As you know there was discussion in the posts regarding whether P101 really was an individual, a class, a role, or whatever. You also suggested that there is relatively little in the ontological literature on what you have called a system component, and on the part relationship that you get in e.g. a bill of materials, and the idea that a system may have necessary and perhaps optional parts. I also have found relatively little in the mereology and mereotopology literature applicable to system components. So I have attempted to sort this out in a form that could be used by engineering modeling languages and support reasoning on the models (engineer’s sense). Here is a way to deal with some of these issues that has worked well in practice, at least in my experience in modeling things like the distillation unit. I will be very interested to find out if I am missing something in the ontology literature as well as any comments on the approach outlined below.

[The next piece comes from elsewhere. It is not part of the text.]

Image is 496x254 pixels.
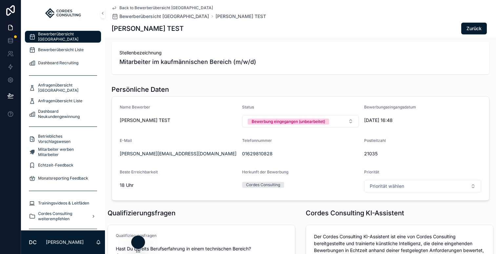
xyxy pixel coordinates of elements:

The distillation unit can be represented as an axiom set in a Description Logic as follows: the axiom set would contain a class DU for the distillation unit system, classes C1 and C2 for the columns, a class CBP for column bottom pumps, and a binary component relation hasPump used to express that any distillation unit has a pump. One can express that an instance of the system DU necessarily has a component pump with the Description Logic assertion
DU ⊆ ∃[1]R.CBP. (1)
If this assertion is translated into say FOL then the assertion becomes
∀ d. d:DU implies ∃! p. R(d,p). (2)
Further one can introduce P101 as the name for the unique part p which satisfies the component relationship. P101 is a Skolem function for the hasPump relation. Thus any valid interpretation of the axiom set DU necessarily has a pump. If there is only one distillation unit then P101 is a Skolem constant. If there are multiple distillation units then for any distillation unit dk, i.e., dk:DU, the notation dk.P101 is the individual pump which belongs to the unit dk. Thus dk.P101:Pump. This construction enables one to distinguish components of multiple distillation units. The use of Skolem functions in this context is also beyond the kin of DL, but is well known in logic. Skolem functions provide semantics for the computer science embedded object constructions, as well as the engineer’s composite structure. This explanation may also be in the literature but I am unaware of it.

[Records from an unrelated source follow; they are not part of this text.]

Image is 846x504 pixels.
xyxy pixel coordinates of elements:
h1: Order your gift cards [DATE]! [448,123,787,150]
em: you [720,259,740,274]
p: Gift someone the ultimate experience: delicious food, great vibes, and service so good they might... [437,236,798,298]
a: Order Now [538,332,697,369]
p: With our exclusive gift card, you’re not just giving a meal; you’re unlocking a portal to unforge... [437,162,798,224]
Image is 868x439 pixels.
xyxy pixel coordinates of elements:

This idea can be extended to give a full specification for a distillation unit. This approach firmly makes P101 an individual and distinguishes it from its relation relationship of being a pump for the distillation unit. To represent the connections requires a language construction which is not standard in DLs, but one that can be added under restrictions without destroying the decidability properties. I am including a draft of a paper which does a version of the components and connections. It is targeted to a rather different audience from that of the Ontology Summit.

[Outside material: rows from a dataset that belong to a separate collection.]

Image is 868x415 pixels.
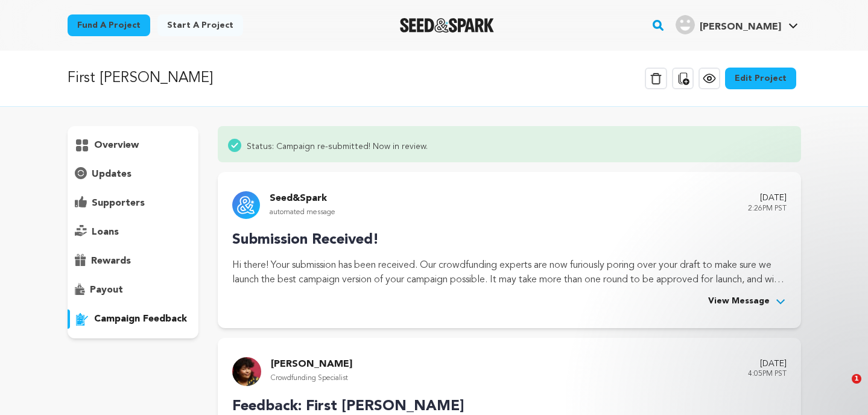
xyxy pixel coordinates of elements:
[676,15,781,35] div: Freeman M.'s Profile
[400,18,495,33] img: Seed&Spark Logo Dark Mode
[91,254,131,269] p: rewards
[749,202,787,216] p: 2:26PM PST
[725,68,797,89] a: Edit Project
[852,374,862,384] span: 1
[94,312,187,327] p: campaign feedback
[676,15,695,35] img: user.png
[68,136,199,155] button: overview
[270,192,336,206] p: Seed&Spark
[68,194,199,213] button: supporters
[233,229,786,251] p: Submission Received!
[94,138,139,153] p: overview
[827,374,856,403] iframe: Intercom live chat
[749,192,787,206] p: [DATE]
[271,357,353,372] p: [PERSON_NAME]
[68,14,151,36] a: Fund a project
[674,13,801,38] span: Freeman M.'s Profile
[68,310,199,329] button: campaign feedback
[400,18,495,33] a: Seed&Spark Homepage
[233,258,786,287] p: Hi there! Your submission has been received. Our crowdfunding experts are now furiously poring ov...
[158,14,243,36] a: Start a project
[271,372,353,385] p: Crowdfunding Specialist
[674,13,801,35] a: Freeman M.'s Profile
[68,281,199,300] button: payout
[92,196,145,211] p: supporters
[68,68,213,89] p: First [PERSON_NAME]
[233,357,262,386] img: 9732bf93d350c959.jpg
[708,295,787,309] button: View Message
[68,252,199,271] button: rewards
[90,283,123,298] p: payout
[708,295,770,309] span: View Message
[700,23,781,32] span: [PERSON_NAME]
[92,167,131,182] p: updates
[247,138,428,153] span: Status: Campaign re-submitted! Now in review.
[92,225,119,240] p: loans
[270,206,336,220] p: automated message
[68,223,199,242] button: loans
[68,165,199,184] button: updates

From my perspective the diagram represents an engineer’s model (logician’s axiom set) at the M1 level; M0 containing physical reality but virtual reality as well. An M1 level model may or may not have S4567 as an individual, again depending on whether the model is intended as a description of a concrete distillation unit or as a specification for distillation units. Within the M2 layer one can define a meta-class Msystem which has the syntactic property represented in assertion (1). The pattern is that the axioms for a system include an assertion that it is a subtype of a conjunction of existential restrictions and some other things to represent the connections. In this case the class DU is an instance of meta-class Msystem. So Msystem is part of a System ontology and it is most definitely a pattern. So in this account patterns and ontologies are pretty much the same thing. I have used such patterns in the context of model based product development using SysML. For example one has an ontology (pattern) for an aircraft decomposition. These patterns can greatly accelerate product development.
You have explicated a notion of identity needed in any engineer’s modeling language which seems correct to me. I believe there may be work in logic relevant to this. But for now let’s just take it as what one wants and sort out the semantics of it later.